Wow. If it's on near you, it's a real treat, esp. if you like documentaries (it's fabulously done).
Part of Ebert's review:
Man on Wire I am afraid of heights. Now you know. That is one reason I was helplessly engrossed in "Man on Wire," the story of how Philippe Petit crossed eight times on a tight-wire between the two towers of the World Trade Center on Aug. 7, 1974. Another reason is that the documentary, a hybrid of actual and restaged footage, is constructed like a first-rate thriller.
Early in the film, we see what we think is sadly familiar footage: Construction workers and huge trucks and cranes, at work in the footprint of one of the WTC towers. At first I thought this was film of the clean-up after 9/11. As the scene develops, I realized I was watching an early stage in the construction of the towers. The film shows the towers growing, huge steel beams being lifted, the puzzle being put together. As it happens, 9/11 is not even mentioned in the film, which is the right decision, I think. "Man on Wire" is about the vanquishing of the towers by bravery and joy, not by terrorism.
We meet Philippe Petit, a French wire-walker, magician, unicyclist and street performer, who tells us he was sitting in a dentist's office when he saw a drawing of the proposed towers and knew he was destined to conquer them. He drew a pencil line between them. His wire. The film will follow his campaign, as he enlists an unlikely cadre of helpers, draws inspiration from his girlfriend Annie and becomes obsessed with those two magnets acting on his personality.
"Man on Wire," directed by James Marsh ("Wisconsin Death Trip"), has access to all of Petit's film, video and photographs of the assault on the towers. But there is more than that. Ingeniously using actors and restaging events, Marsh fleshes out the story with scenes that could never have been filmed, such as the episode when Petit and a partner crouched motionless under tarps on a beam near the top floor as a security guard nosed around. Petit has gathered a motley crew, including a pot-addled musician and an executive who actually works in an office in one tower. He trains these amateurs on how to rig a high wire. Properly, he hopes.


▸ TASK PROMPT: Your reply should consist of one number: how many lines below contain "container".

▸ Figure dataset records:
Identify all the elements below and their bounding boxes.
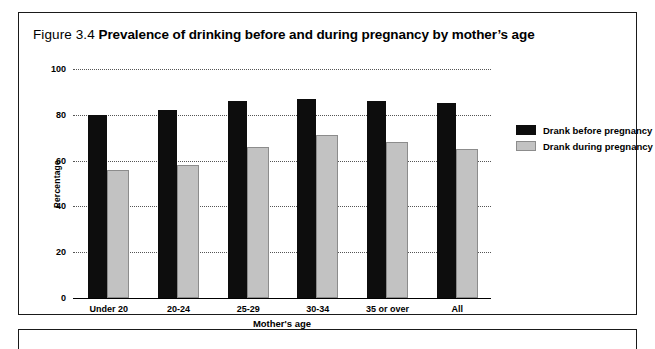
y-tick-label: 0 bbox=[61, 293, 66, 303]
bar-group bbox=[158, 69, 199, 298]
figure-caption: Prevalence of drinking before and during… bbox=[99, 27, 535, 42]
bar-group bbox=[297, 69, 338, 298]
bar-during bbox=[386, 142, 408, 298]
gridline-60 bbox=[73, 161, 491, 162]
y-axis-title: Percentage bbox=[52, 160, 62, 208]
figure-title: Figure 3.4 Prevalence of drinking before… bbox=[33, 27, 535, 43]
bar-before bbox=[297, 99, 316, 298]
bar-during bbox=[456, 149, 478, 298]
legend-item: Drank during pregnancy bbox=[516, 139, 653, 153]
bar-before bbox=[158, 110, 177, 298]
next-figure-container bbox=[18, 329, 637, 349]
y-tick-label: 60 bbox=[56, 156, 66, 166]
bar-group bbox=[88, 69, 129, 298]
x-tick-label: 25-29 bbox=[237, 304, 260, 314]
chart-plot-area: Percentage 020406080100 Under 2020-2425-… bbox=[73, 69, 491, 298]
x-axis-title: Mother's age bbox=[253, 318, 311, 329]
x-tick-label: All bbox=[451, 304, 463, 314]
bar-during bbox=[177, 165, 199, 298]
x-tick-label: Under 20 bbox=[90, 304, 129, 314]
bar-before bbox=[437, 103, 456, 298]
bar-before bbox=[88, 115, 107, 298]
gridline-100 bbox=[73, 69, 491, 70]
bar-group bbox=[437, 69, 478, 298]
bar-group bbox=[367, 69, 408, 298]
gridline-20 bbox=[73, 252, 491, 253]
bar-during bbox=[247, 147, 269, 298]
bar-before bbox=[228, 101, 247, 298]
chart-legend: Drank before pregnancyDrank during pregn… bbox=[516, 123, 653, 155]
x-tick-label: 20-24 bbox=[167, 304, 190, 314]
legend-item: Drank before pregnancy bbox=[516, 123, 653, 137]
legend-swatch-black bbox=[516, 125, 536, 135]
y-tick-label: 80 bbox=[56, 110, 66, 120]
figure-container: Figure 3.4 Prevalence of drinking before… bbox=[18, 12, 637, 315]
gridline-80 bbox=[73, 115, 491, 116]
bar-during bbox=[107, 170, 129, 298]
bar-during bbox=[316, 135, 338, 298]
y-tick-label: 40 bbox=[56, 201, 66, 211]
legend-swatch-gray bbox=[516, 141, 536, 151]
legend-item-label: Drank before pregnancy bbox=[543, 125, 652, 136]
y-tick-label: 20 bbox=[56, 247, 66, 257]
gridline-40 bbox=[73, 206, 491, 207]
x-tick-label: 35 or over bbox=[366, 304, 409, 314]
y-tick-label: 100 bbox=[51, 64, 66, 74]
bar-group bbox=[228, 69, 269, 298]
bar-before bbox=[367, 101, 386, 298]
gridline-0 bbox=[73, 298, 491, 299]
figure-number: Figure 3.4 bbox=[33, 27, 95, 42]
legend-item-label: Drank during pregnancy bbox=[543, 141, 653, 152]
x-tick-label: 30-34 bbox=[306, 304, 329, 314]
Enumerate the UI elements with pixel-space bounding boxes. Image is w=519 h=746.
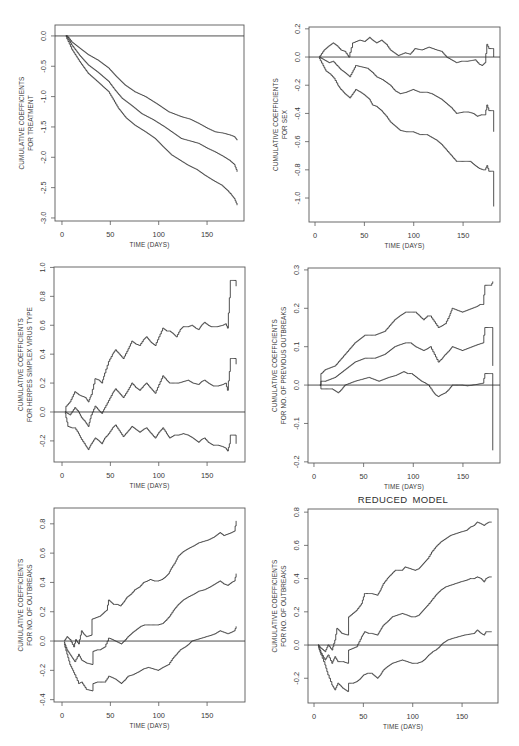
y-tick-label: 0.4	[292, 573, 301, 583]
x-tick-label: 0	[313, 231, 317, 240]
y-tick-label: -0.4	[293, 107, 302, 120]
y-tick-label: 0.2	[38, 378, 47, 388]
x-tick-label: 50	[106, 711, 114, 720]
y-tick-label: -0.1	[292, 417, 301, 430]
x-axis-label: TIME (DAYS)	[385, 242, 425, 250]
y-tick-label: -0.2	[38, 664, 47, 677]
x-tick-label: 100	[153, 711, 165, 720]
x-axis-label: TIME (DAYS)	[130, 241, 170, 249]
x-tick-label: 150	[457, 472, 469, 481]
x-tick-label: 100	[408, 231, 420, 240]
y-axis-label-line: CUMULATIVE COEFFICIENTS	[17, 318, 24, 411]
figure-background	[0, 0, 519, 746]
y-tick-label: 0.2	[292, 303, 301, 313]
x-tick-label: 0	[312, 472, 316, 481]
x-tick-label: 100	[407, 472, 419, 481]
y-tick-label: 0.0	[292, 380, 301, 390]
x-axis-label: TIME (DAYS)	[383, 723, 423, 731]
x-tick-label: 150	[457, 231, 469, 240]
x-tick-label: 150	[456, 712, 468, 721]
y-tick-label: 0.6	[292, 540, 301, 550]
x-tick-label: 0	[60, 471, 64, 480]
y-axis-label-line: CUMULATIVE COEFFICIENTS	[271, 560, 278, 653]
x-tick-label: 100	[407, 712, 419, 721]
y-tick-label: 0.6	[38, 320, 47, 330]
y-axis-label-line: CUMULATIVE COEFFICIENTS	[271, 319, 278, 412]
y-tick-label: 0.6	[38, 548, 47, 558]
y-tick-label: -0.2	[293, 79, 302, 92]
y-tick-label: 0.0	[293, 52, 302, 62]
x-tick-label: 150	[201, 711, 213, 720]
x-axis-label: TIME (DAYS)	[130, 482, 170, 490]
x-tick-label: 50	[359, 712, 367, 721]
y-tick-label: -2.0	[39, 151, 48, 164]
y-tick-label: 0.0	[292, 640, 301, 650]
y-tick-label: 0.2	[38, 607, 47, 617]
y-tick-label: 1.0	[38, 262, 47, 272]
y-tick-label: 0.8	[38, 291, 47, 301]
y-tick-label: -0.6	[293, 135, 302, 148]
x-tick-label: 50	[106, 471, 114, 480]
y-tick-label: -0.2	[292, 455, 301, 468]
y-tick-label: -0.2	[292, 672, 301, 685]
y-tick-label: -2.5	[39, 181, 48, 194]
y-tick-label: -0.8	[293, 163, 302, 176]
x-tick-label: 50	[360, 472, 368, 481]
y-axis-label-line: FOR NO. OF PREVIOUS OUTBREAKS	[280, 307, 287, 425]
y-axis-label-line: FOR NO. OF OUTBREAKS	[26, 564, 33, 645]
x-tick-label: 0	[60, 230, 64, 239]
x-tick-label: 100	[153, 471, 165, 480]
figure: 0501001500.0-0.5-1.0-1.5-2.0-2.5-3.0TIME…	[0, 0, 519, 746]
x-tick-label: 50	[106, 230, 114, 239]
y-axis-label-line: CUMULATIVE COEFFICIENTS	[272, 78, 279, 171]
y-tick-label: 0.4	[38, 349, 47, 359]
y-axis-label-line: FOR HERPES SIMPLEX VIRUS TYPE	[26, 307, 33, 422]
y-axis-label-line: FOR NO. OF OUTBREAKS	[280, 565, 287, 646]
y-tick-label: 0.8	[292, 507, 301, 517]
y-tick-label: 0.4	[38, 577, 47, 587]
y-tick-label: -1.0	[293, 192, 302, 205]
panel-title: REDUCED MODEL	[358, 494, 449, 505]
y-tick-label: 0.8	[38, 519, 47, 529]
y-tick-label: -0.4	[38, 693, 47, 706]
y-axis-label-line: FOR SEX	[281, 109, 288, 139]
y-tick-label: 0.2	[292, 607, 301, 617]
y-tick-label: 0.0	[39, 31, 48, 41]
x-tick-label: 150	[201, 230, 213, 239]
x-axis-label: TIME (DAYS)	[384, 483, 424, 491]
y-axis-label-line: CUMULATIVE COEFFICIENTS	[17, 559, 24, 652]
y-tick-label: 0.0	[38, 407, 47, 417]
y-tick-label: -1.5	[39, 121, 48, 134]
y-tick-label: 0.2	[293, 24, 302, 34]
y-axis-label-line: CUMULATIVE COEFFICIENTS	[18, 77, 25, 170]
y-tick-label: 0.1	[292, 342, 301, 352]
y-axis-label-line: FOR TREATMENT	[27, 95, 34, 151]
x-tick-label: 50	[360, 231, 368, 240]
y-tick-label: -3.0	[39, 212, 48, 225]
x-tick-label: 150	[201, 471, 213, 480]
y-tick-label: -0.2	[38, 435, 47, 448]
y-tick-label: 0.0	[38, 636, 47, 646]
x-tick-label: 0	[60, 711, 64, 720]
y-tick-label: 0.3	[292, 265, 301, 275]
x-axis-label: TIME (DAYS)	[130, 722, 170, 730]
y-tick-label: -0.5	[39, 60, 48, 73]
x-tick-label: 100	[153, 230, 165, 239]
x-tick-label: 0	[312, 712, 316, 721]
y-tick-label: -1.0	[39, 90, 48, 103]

* * *

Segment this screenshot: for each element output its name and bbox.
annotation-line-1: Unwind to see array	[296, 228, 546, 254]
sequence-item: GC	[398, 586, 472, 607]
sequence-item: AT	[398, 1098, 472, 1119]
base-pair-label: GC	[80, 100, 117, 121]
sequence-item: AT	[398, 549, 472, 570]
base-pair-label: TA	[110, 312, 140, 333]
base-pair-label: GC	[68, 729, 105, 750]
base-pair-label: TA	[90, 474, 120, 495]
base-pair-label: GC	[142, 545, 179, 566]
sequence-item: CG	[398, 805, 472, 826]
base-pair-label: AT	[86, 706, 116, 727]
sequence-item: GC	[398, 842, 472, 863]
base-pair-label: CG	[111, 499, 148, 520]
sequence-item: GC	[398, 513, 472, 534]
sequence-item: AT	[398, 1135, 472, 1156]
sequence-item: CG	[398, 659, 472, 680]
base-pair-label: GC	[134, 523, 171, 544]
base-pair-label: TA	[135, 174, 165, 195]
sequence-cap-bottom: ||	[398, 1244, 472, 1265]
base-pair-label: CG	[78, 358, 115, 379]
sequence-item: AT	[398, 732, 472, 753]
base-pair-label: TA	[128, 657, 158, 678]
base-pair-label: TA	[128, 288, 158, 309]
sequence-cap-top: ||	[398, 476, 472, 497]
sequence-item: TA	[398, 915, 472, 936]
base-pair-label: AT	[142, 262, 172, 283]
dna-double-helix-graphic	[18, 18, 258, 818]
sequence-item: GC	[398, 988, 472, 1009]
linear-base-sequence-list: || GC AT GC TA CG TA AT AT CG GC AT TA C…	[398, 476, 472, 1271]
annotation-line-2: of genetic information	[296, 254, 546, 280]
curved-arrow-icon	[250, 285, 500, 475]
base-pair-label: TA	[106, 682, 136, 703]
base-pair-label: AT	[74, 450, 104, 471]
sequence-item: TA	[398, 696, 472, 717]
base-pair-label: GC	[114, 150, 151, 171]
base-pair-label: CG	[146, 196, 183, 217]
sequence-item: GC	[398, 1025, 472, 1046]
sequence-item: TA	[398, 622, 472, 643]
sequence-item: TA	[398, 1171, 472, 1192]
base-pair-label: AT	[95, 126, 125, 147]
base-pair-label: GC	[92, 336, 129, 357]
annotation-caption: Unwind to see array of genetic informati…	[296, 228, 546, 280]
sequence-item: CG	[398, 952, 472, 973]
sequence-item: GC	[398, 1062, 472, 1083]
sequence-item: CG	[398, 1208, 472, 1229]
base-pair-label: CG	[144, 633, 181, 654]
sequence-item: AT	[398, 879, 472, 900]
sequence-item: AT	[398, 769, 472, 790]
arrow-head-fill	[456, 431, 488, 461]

▸ WRITTEN SOLUTION: 2